Swing Breadcrumb Bar for browsing remote SVN repositories
Early last year, i wrote about an outside contribution to the Flamingo component suite. Back then, Rick Jelliffe of Topologi has graciously donated his Breadcrumb Bar component under the BSD license. You can see breadcrumb bars pretty much everywhere on the web, and Vista explorer uses it as the default representation of your current location in the folder tree:
Since then, i’ve made a few simplifications and improvements to the original code, and the BreadcrumbFileSelector
component (now in org.jvnet.flamingo.bcb.core
package) provides a Vista-like file navigator bar. In addition, the latest development drop of Flamingo 2.1dev (code-named Deirdre) contains an additional core breadcrumb bar implementation that allows navigating SVN repositories (local and remote).
The implementation itself is available in the BreadcrumbSvnSelector
component (in the same package) and uses SVNKit, the pure Java Subversion client library. A sidenote before i proceed – the SVNKit license is copyleft, and if you want to use this component in your closed source, you will either have to buy a commercial SVNKit license, or replace the implementation of BreadcrumbSvnSelector.PathCallback
with another SVN library.
Let me show you how simple it is to use this component. First, you can run the demo application that allows you browsing through three remote SVN repositories, SVNKit itself, KDE and Apache:
The initial screen is empty and has a combobox in the left part of the toolbar to select the SVN repository:
Once you select the repository, the application code calls the following method on the BreadcrumbSvnSelector
component:
public void setConnectionParams(String url, String userName, String password)

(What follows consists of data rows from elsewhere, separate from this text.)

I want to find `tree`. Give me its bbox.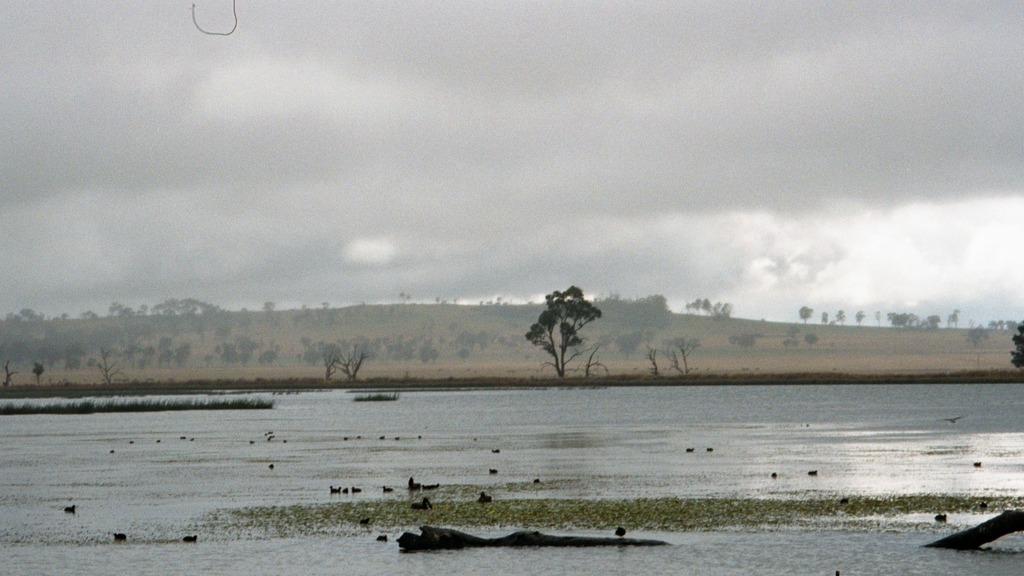
region(798, 303, 813, 325).
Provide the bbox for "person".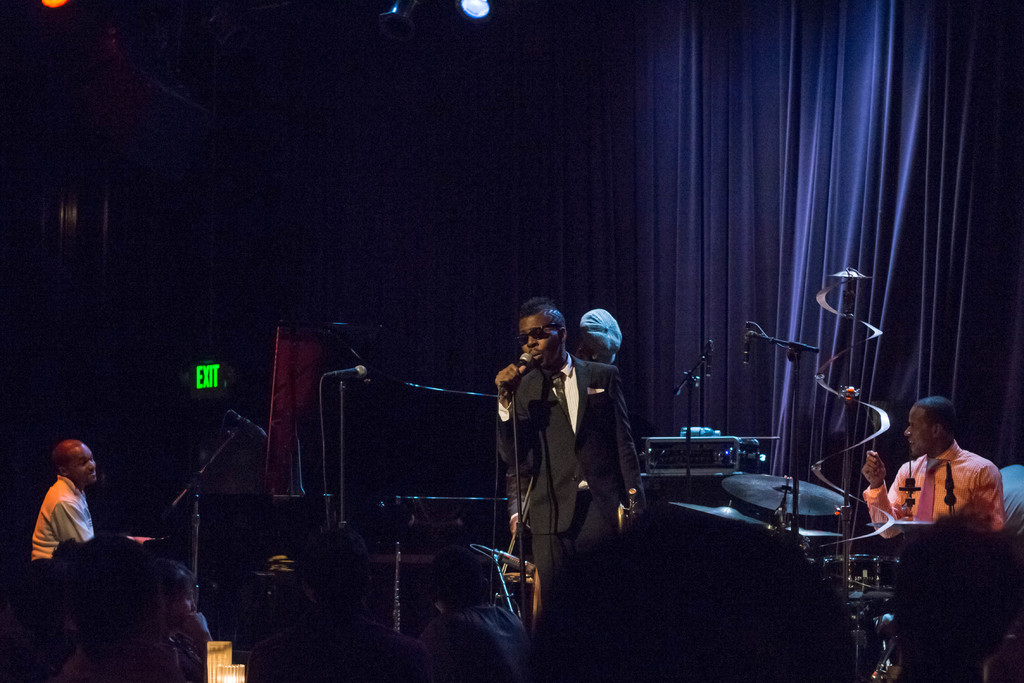
l=492, t=298, r=650, b=608.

The parameters are self-explanatory, with the first one being the repository URL (can start with svn://, http://, file://
), and the last two specifying the authentication information. Once the connection has been established, the breadcrumb bar component will show the first path selector:
From this point, the component will fill the path choices on its own without any additional application code (unless you want to provide custom filtering or sorting). Nevertheless, the application needs to provide some code to react to the path change events on the breadcrumb bar. In order to do this, add a listener to the component by calling the following method:
public void addListener(BreadcrumbBarListener<String> lst)
In the listener, listen to BreadcrumbBarEvent.PATH_CHANGED
event type, retrieve the path with the getNewValue()
method of the event itself and provide application-specific logic. In the following screenshot, the right panel shows all files under the selected folder:
As i already mentioned, the application doesn’t need to provide any callback to fetch the subfolders of the selected folder – the default implementation does it automatically:
You can also switch the SVN repositories on the fly by calling the setConnectionParams
method mentioned above. There is no need to reset the breadcrumb bar path state – the component does so automatically:
To view the complete source for this test application, click here. As you will see, most of the code deals with the layout and memory load / save functionality (another feature of breadcrumb bar that is detailed in the documentation). All the hard work of connecting and browsing the repositories is done by the component itself.